Showing posts with label post apocalypse. Show all posts
Showing posts with label post apocalypse. Show all posts

Friday, 5 November 2010

The Passage by Justin Cronin

6 year old Amy is abandoned by her desperate mother with a group of nuns after killing a trick who was taking her to a fraternity house.  Deep in the mountains of Colorado army scientists are trialling use of a virus found in the jungles of Columbia to create supersoldiers of immense strength, bloodthirstiness and longevity, vampires in all but name.  After 12 subjects the scientists want a new subject, they want Amy, and after treatment she becomes something new.  Inevitably the worst happens, the 12 get loose and turn everyone they bite into one of them, 'smokes', 'virals' or 'dracs'.  The United States turns apocalyptic.

Move forward a century, Peter lives in a fortified community, he has never seen the stars because at night floodlights are switched on all round the perimiter to keep the smokes at bay.  He is one of the Watch and is waiting for the return of his brother, taken up by the smokes on a visit to the generators.  For some reason, the smokes always come home.
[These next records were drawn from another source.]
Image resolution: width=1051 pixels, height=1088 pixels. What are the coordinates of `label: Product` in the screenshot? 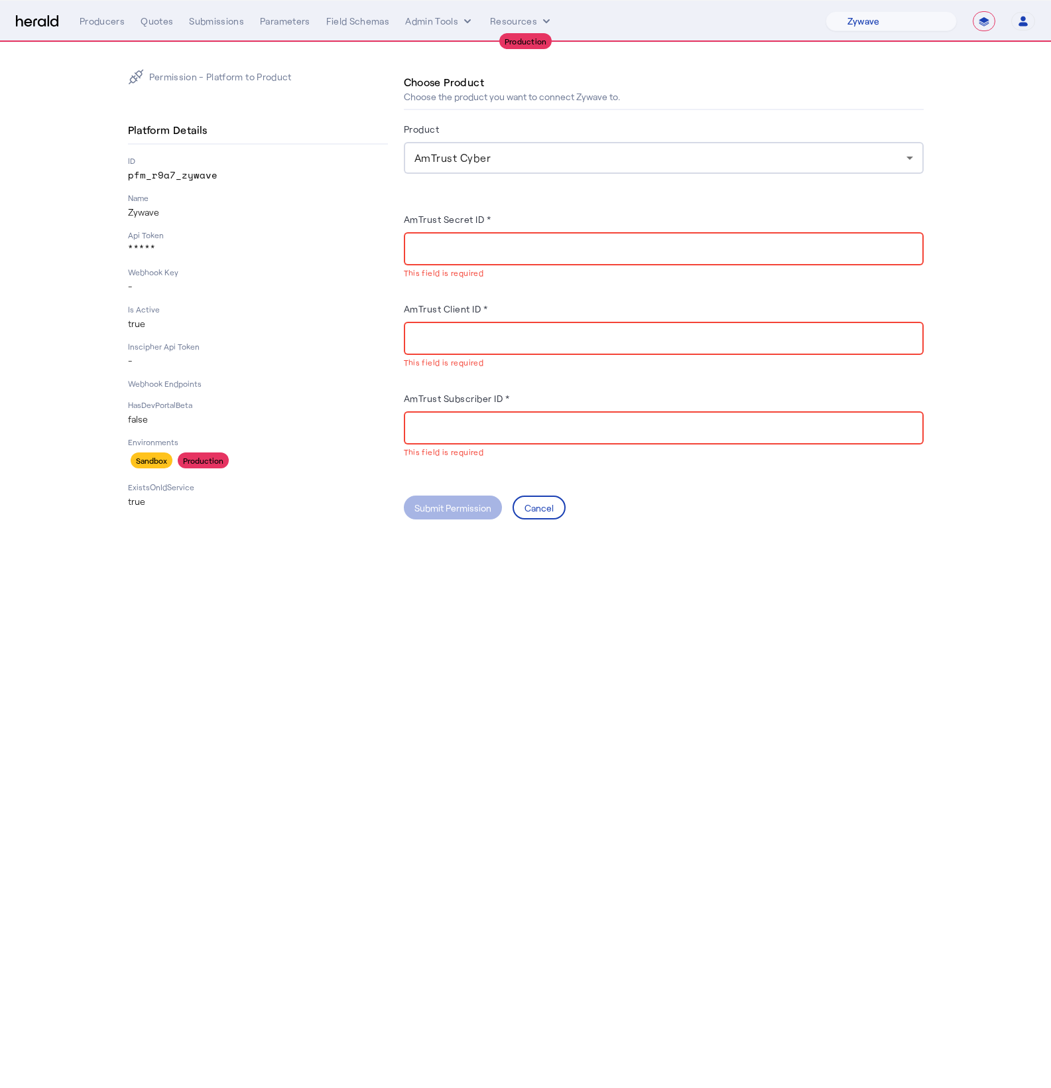 It's located at (422, 129).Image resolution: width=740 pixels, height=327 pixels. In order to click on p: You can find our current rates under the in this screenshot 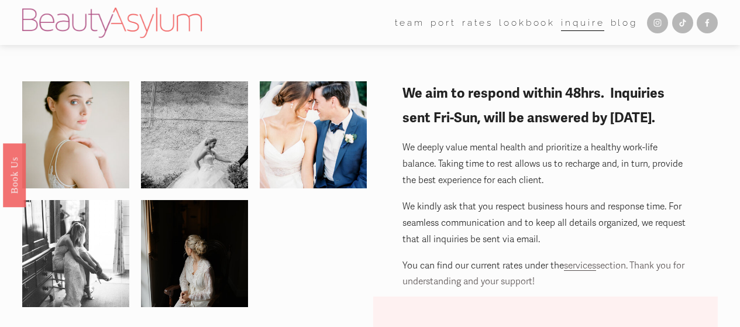, I will do `click(545, 274)`.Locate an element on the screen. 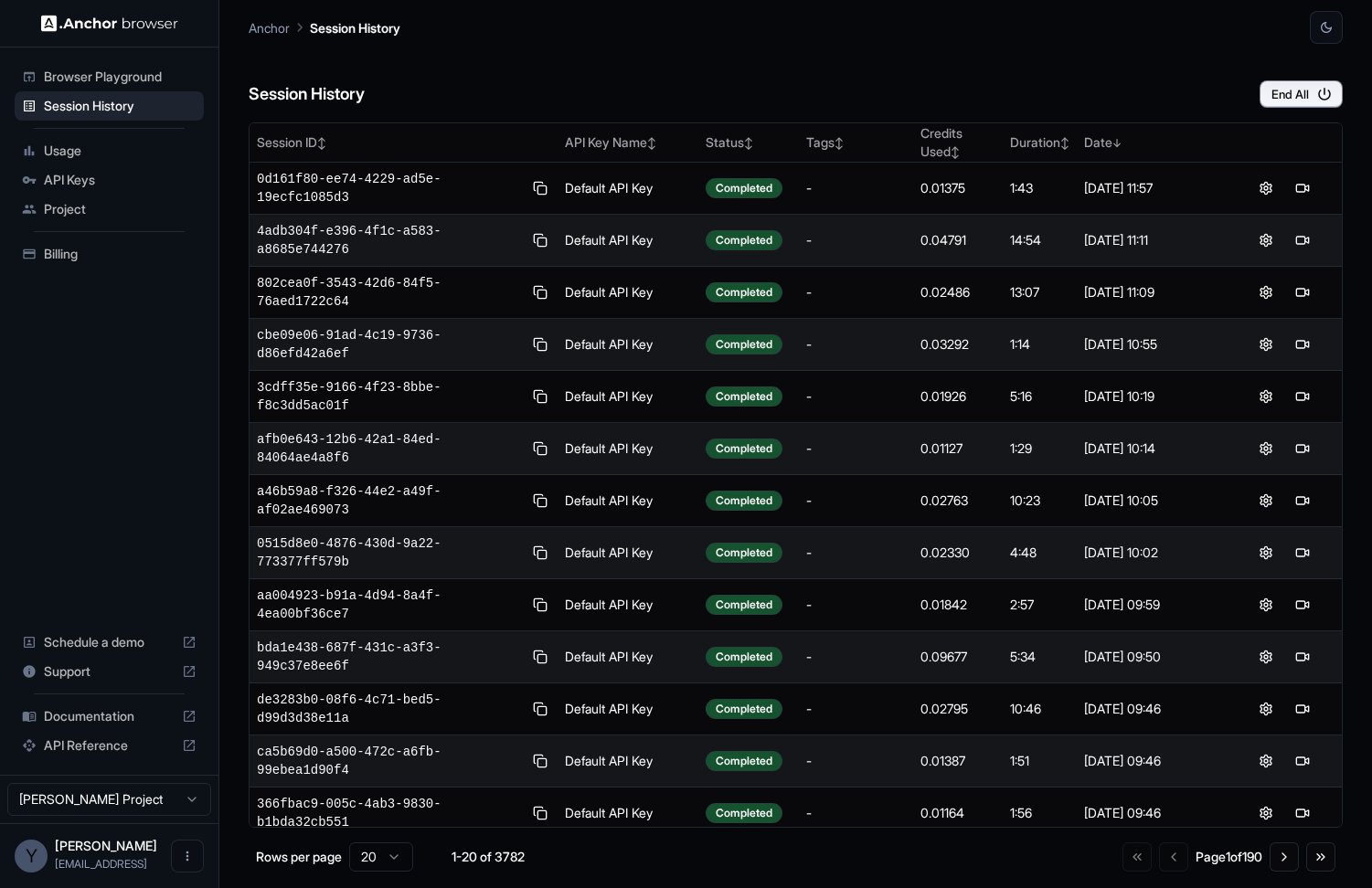 The height and width of the screenshot is (888, 1372). img: Anchor Logo is located at coordinates (110, 23). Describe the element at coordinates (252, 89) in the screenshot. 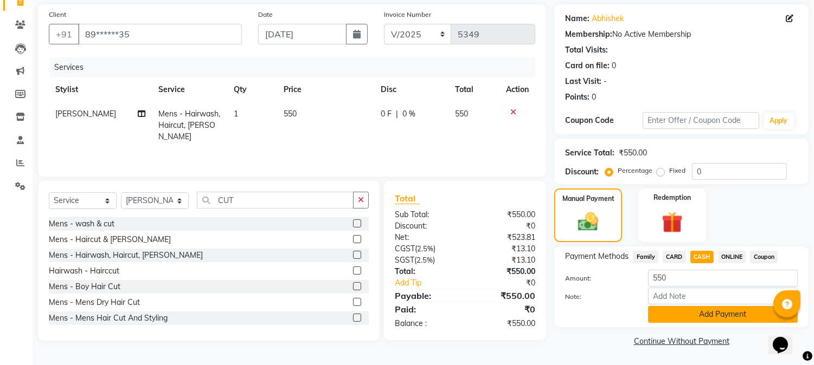

I see `th: Qty` at that location.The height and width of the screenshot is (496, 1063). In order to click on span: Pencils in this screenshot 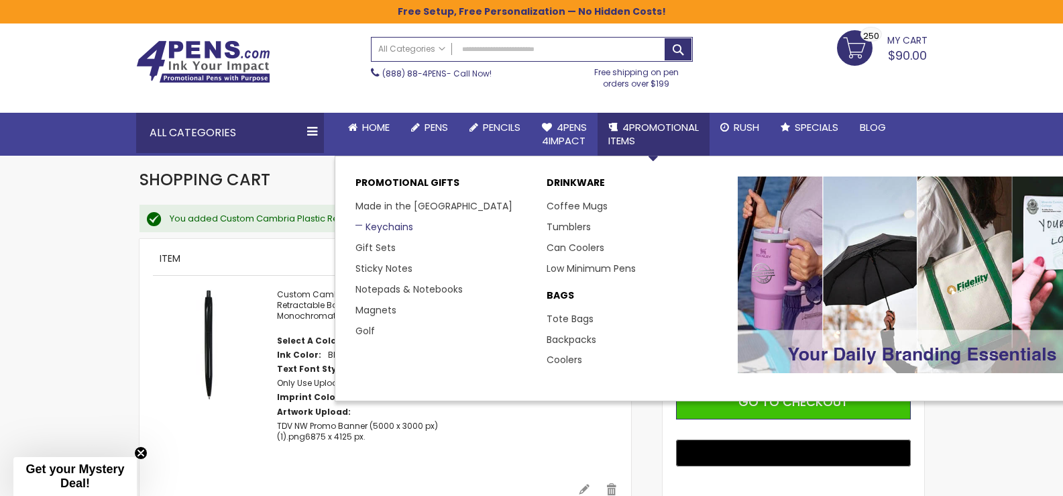, I will do `click(502, 127)`.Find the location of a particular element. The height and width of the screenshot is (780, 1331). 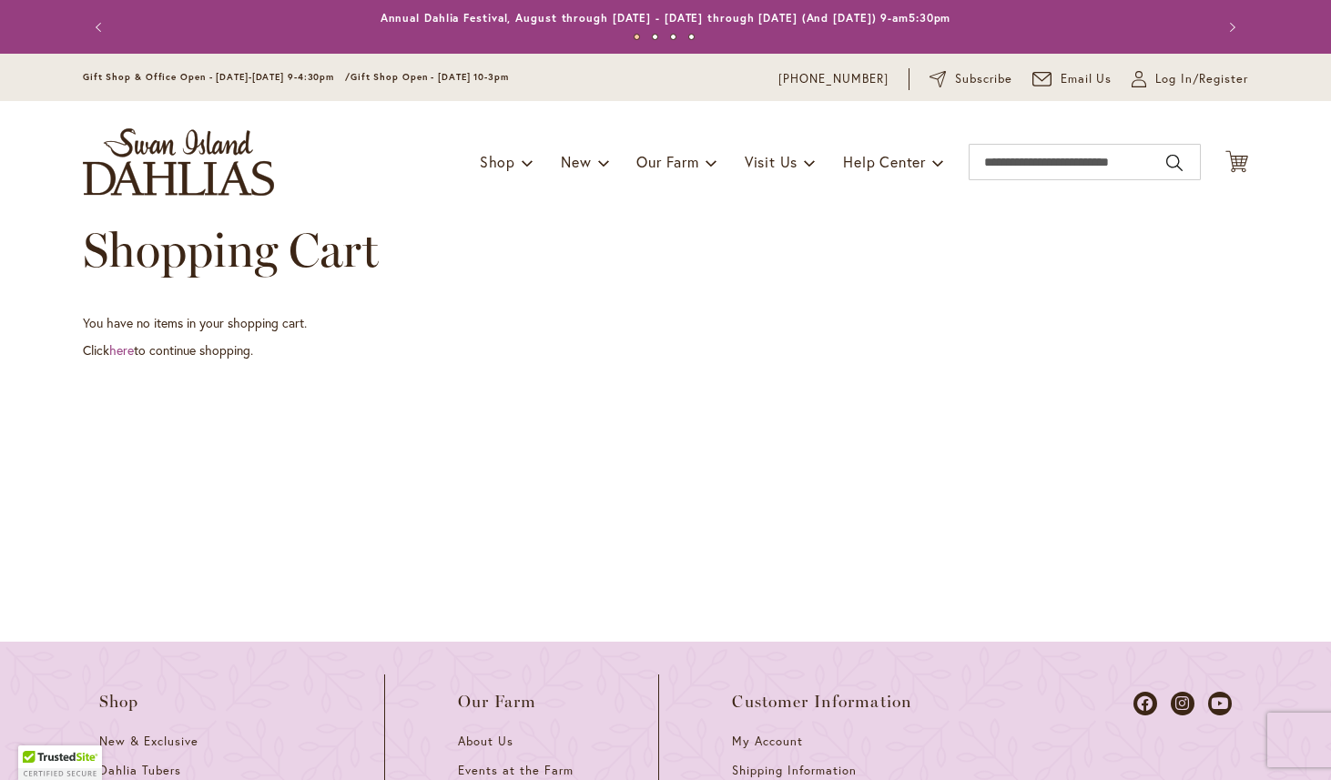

This could have been a brilliant dystopia, it has elements of Shymalan's 'The Village' and good post apocalyptic novels but the characters aren't well deliniated, apart from Amy and ex-nun Lacey they all blended together for me.  There are too many cliches, vampires rule the world and humans become just meat, mad scientists ruin the world, etc etc.  Disappointing ultimately

Tuesday, 8 June 2010

POST APOCALYTIC #1
The Postman by David Brin

A fascinating page turner of a book with lots of great ideas but not terribly well written to my mind.  The population of the United States has been decimated by climate shift, disease and bands of insane survivalists.  Gordon Krantz, a lone survivor living a subsistence level existence in the hills of Oregon, is set upon and robbed of all his possessions by a band of men.  He finds the ruined remains of a jeep with a postman inside and takes the clothes, and the role of postman, and becomes an unwilling extraordinary symbol of hope in a particularly dark age.